Blog | FourSight

Empowering Young Entrepreneurs: FourSight's Role in Innovation at Oberlin College

Written by Sarah Thurber | April 12, 2018 at 8:42 AM

I’ve worked as a productive thinking facilitator for most of my professional life—strategy sessions, creative problem-solving workshops, innovation initiatives, conflict resolution, mediation, community engagement, organizational restructuring, and negotiations, from mergers to breakups.

I’ve also been a major fan of FourSight—since before it was even called FourSight. (Did you know it used to be called the Buffalo Creative Process Inventory?) Since then, It’s gone through thousands of refinements, validations, and use cases. And though it’s more robust and elegant now than in those early days, it was always a powerful tool to help groups work more effectively, more efficiently, and more productively.

One thing I can say for certain: as a facilitator, FourSight has never failed me. It’s made my sessions better, my groups better, and me better.

But I’ve never had a use case quite like the one I experienced a few weeks ago at LaunchU, the innovation incubator sponsored by my alma mater, Oberlin College.

I was working with about 50 students and alums, comprising several teams. They were beginning a month-long bootcamp during which they had to develop their projects, create business models, marketing plans, prototypes, and then present their projects to potential angels. Fortunately, Oberlin in January is very much an indoor experience, so they had plenty of time, if not daylight hours, to invest.

Shortly after meeting them, I discovered that not only had their ‘teams’ never worked together before, but that most of them had no idea how to work together—on anything—let alone complex, emotional-laden projects, with limited resources and high stakes. Despite embarking on tasks that would require high levels of critical and creative thinking, most of the participants had no idea what that might actually entail. They were terrific students—eager, smart, great at absorbing information—but they had almost no experience in applying their learnings to create useful outcomes, particularly in groups.

FourSight to the rescue

At the end of our first afternoon, I mentioned that I had a tool that might help them work more productively. By this time, some of them had already begun to see that this might be a good idea. I sent them links to the FourSight Assessment.

The next morning, I decided not to use the FourSight slide deck. I think it’s a great tool, but I sensed that the group had to teach itself, rather than be lectured by an outsider. So I asked them to describe what they thought the elements of good problem solving might be. Together, we identified the four essential thinking preferences and why each might be an important contributor.

Then I asked who among the group felt energized by clarifying. Several hands shot up. I chose one young woman to come to the front and talk about herself—why clarifying energized her, why she thought it was important, and so on.

I repeated the process for the other preferences. In the end, four young people were sitting in front of the group talking about themselves, highlighting what made them feel productive, and what frustrated them about the other styles. It was a great session. I was able to disappear almost completely, as the students carried the discussion, based not on theory, but on their own experiences

After that, I presented the tower building task. I assigned the four original volunteers to be one team and had the rest of the group form random teams.

The results were better than I could have hoped. The ‘balanced’ team did not build the highest tower, but they sure did build the best one, just a tad shorter than the highest, but sturdy, portable, even elegant. We talked about each team’s experiences.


What the exercise asks
Please return the lines of the data that contain "high".

Start of Data listing

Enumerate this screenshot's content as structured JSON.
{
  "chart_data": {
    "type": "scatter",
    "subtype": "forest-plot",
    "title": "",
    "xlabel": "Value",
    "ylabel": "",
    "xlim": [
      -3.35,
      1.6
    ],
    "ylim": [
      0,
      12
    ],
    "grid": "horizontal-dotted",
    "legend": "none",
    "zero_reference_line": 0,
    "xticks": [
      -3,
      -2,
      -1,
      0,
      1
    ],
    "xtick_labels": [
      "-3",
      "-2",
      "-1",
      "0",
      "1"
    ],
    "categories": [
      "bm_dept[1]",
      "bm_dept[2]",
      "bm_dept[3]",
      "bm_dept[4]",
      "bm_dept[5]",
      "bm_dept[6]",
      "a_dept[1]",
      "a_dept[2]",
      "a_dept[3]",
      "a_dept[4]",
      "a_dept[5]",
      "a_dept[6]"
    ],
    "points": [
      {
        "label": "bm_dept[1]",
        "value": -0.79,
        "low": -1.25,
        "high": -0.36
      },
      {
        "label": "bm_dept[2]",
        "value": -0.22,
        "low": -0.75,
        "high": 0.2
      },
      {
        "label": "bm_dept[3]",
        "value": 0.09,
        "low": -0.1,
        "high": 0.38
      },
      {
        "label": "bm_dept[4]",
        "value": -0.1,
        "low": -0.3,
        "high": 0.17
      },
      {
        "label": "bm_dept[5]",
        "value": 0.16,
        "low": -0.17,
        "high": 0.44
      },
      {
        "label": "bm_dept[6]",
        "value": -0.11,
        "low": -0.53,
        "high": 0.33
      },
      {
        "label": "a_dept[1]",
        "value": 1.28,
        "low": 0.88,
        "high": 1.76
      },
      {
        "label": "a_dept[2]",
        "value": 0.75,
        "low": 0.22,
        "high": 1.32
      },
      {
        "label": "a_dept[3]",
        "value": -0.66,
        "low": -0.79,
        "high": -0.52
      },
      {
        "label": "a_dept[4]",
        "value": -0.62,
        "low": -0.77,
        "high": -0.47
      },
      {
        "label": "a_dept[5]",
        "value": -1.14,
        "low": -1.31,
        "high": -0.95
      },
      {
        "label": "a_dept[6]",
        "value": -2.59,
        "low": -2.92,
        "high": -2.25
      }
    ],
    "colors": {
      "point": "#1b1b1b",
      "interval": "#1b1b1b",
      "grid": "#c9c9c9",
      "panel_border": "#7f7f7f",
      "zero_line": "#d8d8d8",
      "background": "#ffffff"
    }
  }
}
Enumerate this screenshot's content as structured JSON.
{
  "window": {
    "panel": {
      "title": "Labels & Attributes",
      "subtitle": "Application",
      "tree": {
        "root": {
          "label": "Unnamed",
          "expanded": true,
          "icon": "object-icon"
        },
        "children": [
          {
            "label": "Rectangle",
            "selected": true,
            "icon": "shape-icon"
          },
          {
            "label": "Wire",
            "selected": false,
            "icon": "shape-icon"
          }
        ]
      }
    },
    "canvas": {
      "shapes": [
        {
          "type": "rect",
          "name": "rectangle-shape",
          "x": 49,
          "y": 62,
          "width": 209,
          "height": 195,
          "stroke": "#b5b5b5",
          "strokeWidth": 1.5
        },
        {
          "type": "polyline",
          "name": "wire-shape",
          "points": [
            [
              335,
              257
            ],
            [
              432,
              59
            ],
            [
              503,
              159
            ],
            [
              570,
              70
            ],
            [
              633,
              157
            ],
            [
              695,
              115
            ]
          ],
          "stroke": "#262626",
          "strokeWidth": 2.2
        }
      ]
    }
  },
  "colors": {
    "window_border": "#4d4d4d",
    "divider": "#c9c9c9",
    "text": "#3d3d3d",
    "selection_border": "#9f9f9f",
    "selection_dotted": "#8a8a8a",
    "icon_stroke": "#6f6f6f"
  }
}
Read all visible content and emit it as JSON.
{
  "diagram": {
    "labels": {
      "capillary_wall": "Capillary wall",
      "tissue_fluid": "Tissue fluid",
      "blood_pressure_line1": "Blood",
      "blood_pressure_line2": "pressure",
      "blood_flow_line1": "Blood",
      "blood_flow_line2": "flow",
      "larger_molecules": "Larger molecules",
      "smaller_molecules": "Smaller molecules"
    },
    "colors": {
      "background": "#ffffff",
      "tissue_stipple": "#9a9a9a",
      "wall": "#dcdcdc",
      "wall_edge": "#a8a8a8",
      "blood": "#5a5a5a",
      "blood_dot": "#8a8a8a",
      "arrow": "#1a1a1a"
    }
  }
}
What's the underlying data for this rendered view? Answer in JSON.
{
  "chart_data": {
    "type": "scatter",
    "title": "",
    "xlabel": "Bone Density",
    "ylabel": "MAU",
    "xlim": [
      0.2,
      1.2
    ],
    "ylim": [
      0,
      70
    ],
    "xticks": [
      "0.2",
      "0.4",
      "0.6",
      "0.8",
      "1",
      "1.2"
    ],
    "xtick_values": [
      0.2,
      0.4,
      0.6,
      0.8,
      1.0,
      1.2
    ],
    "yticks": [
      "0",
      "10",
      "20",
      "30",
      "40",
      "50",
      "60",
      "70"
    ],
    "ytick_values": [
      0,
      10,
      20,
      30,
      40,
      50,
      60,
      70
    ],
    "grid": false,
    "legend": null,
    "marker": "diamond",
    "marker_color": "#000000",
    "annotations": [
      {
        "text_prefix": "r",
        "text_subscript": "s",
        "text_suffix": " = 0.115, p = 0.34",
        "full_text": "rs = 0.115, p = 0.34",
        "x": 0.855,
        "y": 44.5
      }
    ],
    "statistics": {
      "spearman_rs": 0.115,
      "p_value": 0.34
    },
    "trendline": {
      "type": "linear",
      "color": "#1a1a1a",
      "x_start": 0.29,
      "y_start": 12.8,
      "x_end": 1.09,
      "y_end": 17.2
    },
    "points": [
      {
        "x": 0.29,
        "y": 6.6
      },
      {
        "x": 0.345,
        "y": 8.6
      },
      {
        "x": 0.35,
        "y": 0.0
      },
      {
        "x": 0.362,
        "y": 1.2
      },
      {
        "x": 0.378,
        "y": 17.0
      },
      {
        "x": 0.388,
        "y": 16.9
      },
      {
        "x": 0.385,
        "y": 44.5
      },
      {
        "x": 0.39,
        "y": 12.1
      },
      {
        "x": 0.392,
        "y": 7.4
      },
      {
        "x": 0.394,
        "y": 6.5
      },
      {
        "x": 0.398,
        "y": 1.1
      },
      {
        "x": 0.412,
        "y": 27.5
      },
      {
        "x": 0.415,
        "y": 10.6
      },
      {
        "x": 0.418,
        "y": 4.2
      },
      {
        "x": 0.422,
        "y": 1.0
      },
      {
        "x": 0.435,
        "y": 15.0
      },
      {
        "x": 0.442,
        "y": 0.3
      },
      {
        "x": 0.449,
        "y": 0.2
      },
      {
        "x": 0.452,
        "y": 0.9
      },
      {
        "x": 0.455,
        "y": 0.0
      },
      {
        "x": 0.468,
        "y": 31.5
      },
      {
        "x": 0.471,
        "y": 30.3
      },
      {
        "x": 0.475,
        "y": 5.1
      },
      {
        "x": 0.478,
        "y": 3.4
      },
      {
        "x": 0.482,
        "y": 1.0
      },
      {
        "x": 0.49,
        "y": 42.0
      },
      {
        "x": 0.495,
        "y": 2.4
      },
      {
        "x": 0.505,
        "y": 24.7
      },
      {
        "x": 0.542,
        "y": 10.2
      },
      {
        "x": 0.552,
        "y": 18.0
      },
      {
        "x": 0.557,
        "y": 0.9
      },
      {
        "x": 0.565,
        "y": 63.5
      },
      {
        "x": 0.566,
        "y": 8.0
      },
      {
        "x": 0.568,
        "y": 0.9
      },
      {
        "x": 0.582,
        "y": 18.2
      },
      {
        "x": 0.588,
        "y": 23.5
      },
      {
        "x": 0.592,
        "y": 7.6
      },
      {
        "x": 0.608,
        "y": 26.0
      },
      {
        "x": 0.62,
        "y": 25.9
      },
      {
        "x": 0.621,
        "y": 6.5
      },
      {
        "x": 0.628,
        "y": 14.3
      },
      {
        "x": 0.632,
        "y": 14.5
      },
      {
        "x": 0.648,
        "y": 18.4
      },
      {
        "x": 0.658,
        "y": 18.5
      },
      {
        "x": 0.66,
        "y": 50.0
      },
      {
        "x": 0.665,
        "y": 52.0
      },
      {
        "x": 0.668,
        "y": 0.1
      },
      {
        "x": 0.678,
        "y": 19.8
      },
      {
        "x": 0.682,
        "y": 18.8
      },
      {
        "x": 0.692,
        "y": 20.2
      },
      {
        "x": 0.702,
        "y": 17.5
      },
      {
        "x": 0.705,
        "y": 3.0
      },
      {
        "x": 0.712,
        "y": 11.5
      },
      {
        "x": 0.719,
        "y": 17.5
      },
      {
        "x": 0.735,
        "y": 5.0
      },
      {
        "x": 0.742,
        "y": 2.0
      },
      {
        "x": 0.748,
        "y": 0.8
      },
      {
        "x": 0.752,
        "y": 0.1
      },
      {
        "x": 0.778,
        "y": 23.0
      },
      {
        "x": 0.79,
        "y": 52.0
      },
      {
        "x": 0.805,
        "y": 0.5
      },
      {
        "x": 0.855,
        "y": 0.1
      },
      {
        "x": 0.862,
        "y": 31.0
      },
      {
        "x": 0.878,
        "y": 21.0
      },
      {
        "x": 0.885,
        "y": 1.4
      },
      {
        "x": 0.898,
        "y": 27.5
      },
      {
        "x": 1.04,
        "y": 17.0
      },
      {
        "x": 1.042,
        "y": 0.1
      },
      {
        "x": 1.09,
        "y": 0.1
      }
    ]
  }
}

End of Data listing

Result for this exercise
        "high": -0.36
        "high": 0.2
        "high": 0.38
        "high": 0.17
        "high": 0.44
        "high": 0.33
        "high": 1.76
        "high": 1.32
        "high": -0.52
        "high": -0.47
        "high": -0.95
        "high": -2.25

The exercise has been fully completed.